His eyes didn't leave the water as he nodded. I pointed to the walled-off area that had been built in for me. I couldn't very well go naked in front of my students, and shifting in and out of my mer form required being undressed and in the water. The changing area they made for me had privacy and shelves to hold my clothing, and had room to swim into the pool under one of the walls. Astrea didn't say another word; he just went in, and half a minute later, he was swimming through the pool with his glimmering golden tail.

Tails of that color were rarely found outside of Vidonia, and they always signaled Vidonian blood. Euripides must be proud that the son he acknowledged had the golden color come through so purely.

I headed into the partitioned area and shucked off my clothes, then quickly shifted, too. My own tail was the silvery color of my mother's people, but my tail fin, the small dorsal fin that ran up my spine, and the webbing between my fingers were all golden. I couldn't completely escape my father's legacy. I always used to hate the way my coloring marked me as different back home.

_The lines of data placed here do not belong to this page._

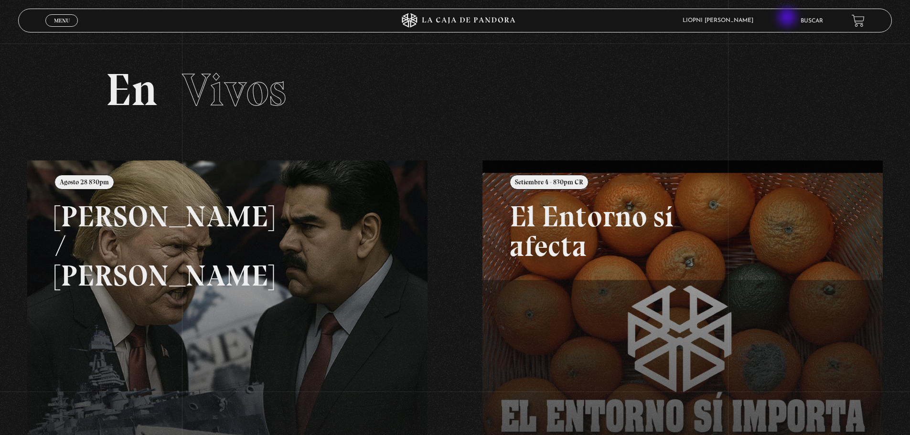  What do you see at coordinates (62, 29) in the screenshot?
I see `span: Cerrar` at bounding box center [62, 29].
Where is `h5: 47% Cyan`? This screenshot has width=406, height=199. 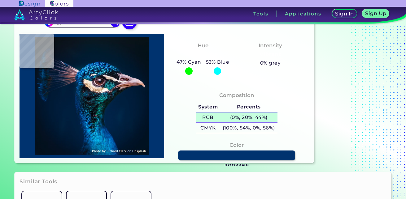
h5: 47% Cyan is located at coordinates (189, 62).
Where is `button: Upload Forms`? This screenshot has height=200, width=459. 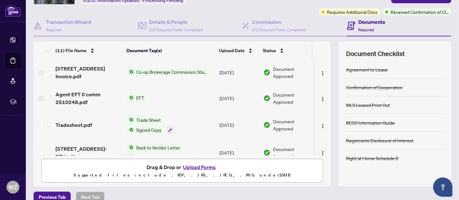 button: Upload Forms is located at coordinates (199, 167).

Now, as I swam out into the pool to join Astrea, his eyes widened when he saw my coloring before they visibly shuttered.

"You're Vidonian?" he asked once I surfaced. His tone was dispassionate, but it was obvious that he cared about my response.

"Not really," I told him. "I'm from Rell. I never knew my father, but he was Vidonian."

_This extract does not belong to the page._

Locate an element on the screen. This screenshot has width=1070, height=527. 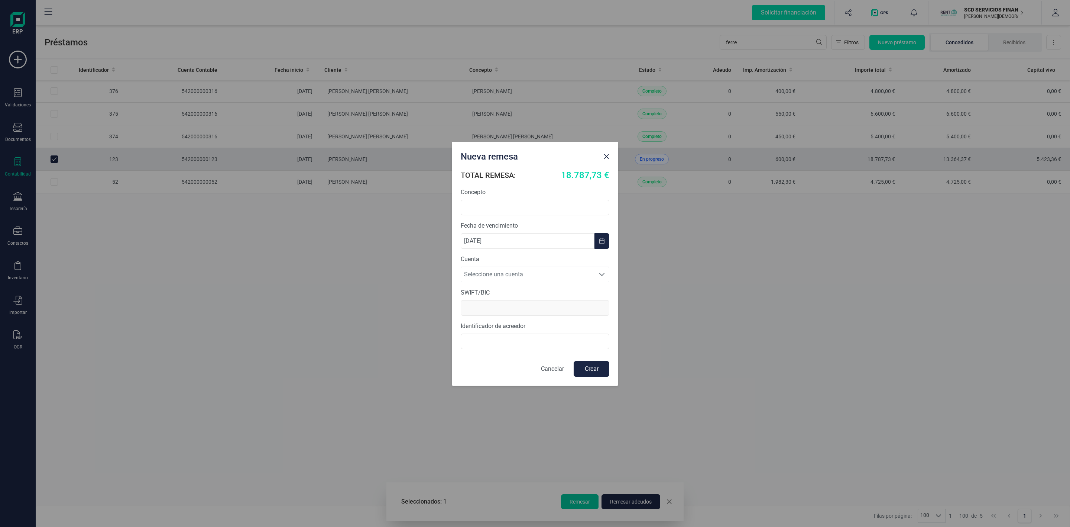
label: Concepto is located at coordinates (535, 192).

Astrea calmed, and I wondered what had bothered him about thinking I may have come from his empire. He gently floated through the water, letting the flow carry him where it would. I flicked my tail just enough to keep me in place. I wasn't really feeling up to exercise.

When Astrea drifted slowly by me, he sighed and came to a stop. "I was worried there wouldn't be a good place to swim," he said with a delicate shudder at the idea.

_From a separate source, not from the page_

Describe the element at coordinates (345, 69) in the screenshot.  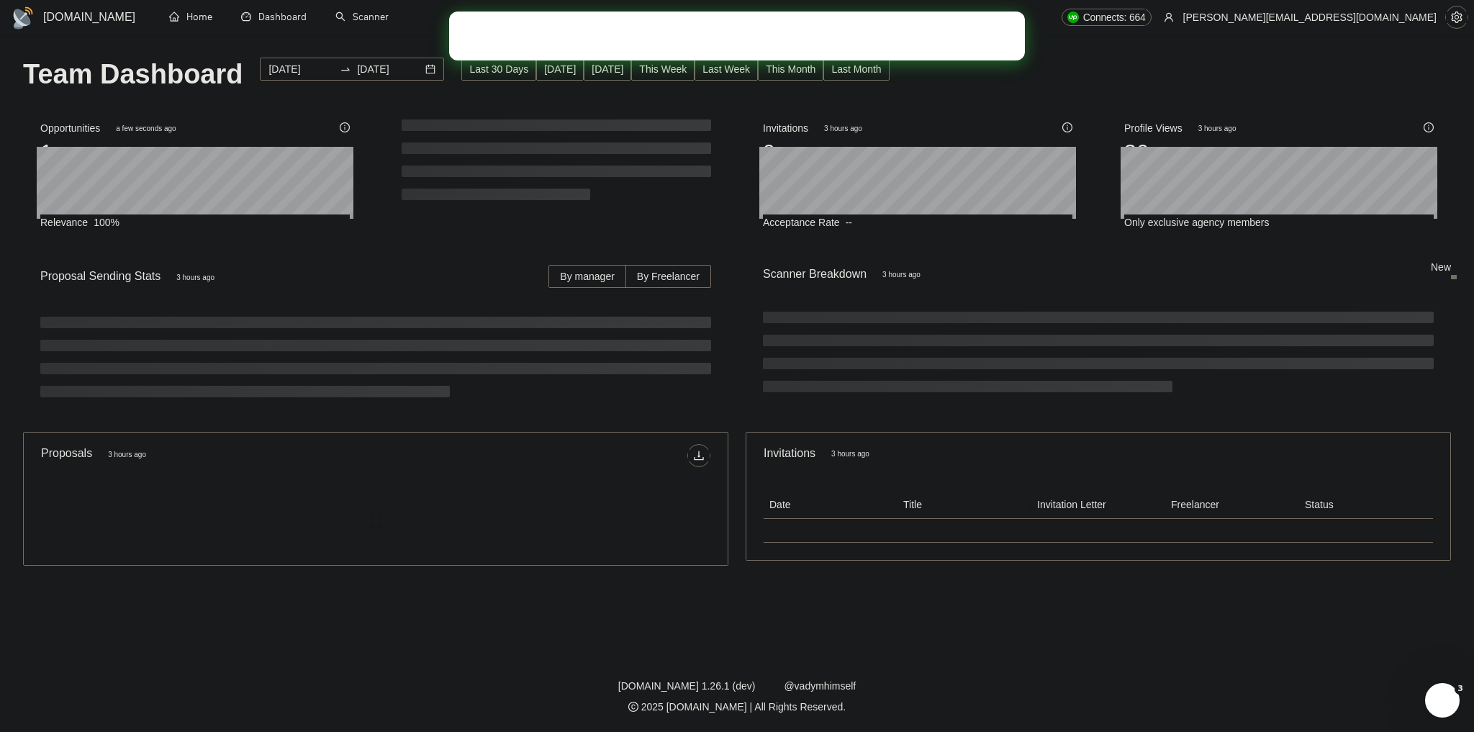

"It's no ocean, but it does the job," I said. And now that he'd brought up the subject... "Why did you come to this school? Why come topside at all?"

Astrea's brow furrowed and for the first time, something like defiance entered his posture and flashed in his eyes. "Why did you?"

I wanted to laugh; he sounded so much like I used to when I was his age. Only, I had a feeling he was usually milder, while my default setting had always been bratty. "I felt suffocated in the ocean. Family responsibilities."

It was the truth, but it felt like a lie. I was intentionally not giving him the full answer, the one I knew he would understand since it was probably similar to his own reasons.

Astrea hummed. "You sound like my older sister. She's got a lot more family responsibilities than I do, and she says they feel like a constant weight on her chest."

I wheezed and struggled to keep my composure. He had a sister? My mother only ever mentioned Astrea, and I had assumed that meant he was Euripides' only other child. Why had I assumed that? Or... maybe this sister was only a half-sibling to Astrea, and not related to me at all? I needed to know.

"Do you have any other siblings?" I asked. I didn't know whether I hoped for or dreaded him mentioning me. Did he know I existed at all?

Astrea looked uncomfortable, and I knew it must be weird to have a stranger – and your teacher, at that – prodding into your family life. Knowing it wasn't enough to make me back off. He reinforced my assumptions that he had a mild, easygoing disposition when he answered my question despite his obvious discomfort.

"It was just my sister and me growing up. There are rumors of a half-brother out there somewhere, but my father always refused to answer whenever we asked him about it," Astrea said. He didn't look particularly upset about the prospect.

This was the point in our conversation where I started really feeling the pressure to tell him who I was, but I held my tongue. I didn't know how he would take it, and if my mom was right, he needed someone to confide in. The more we talked, the more I wanted to be that person... so I bit my tongue.

Instead, I pursued my own curiosity. "Was your sister supportive of you coming?"

For the first time, I saw a real smile on Astrea's face. "Yeah. She's been pushing me to leave for years."

The smile lingered for a few more moments, then he seemed to remember who he was talking to and he shrugged and ducked back into the water. He didn't emerge again until it was time for us to leave.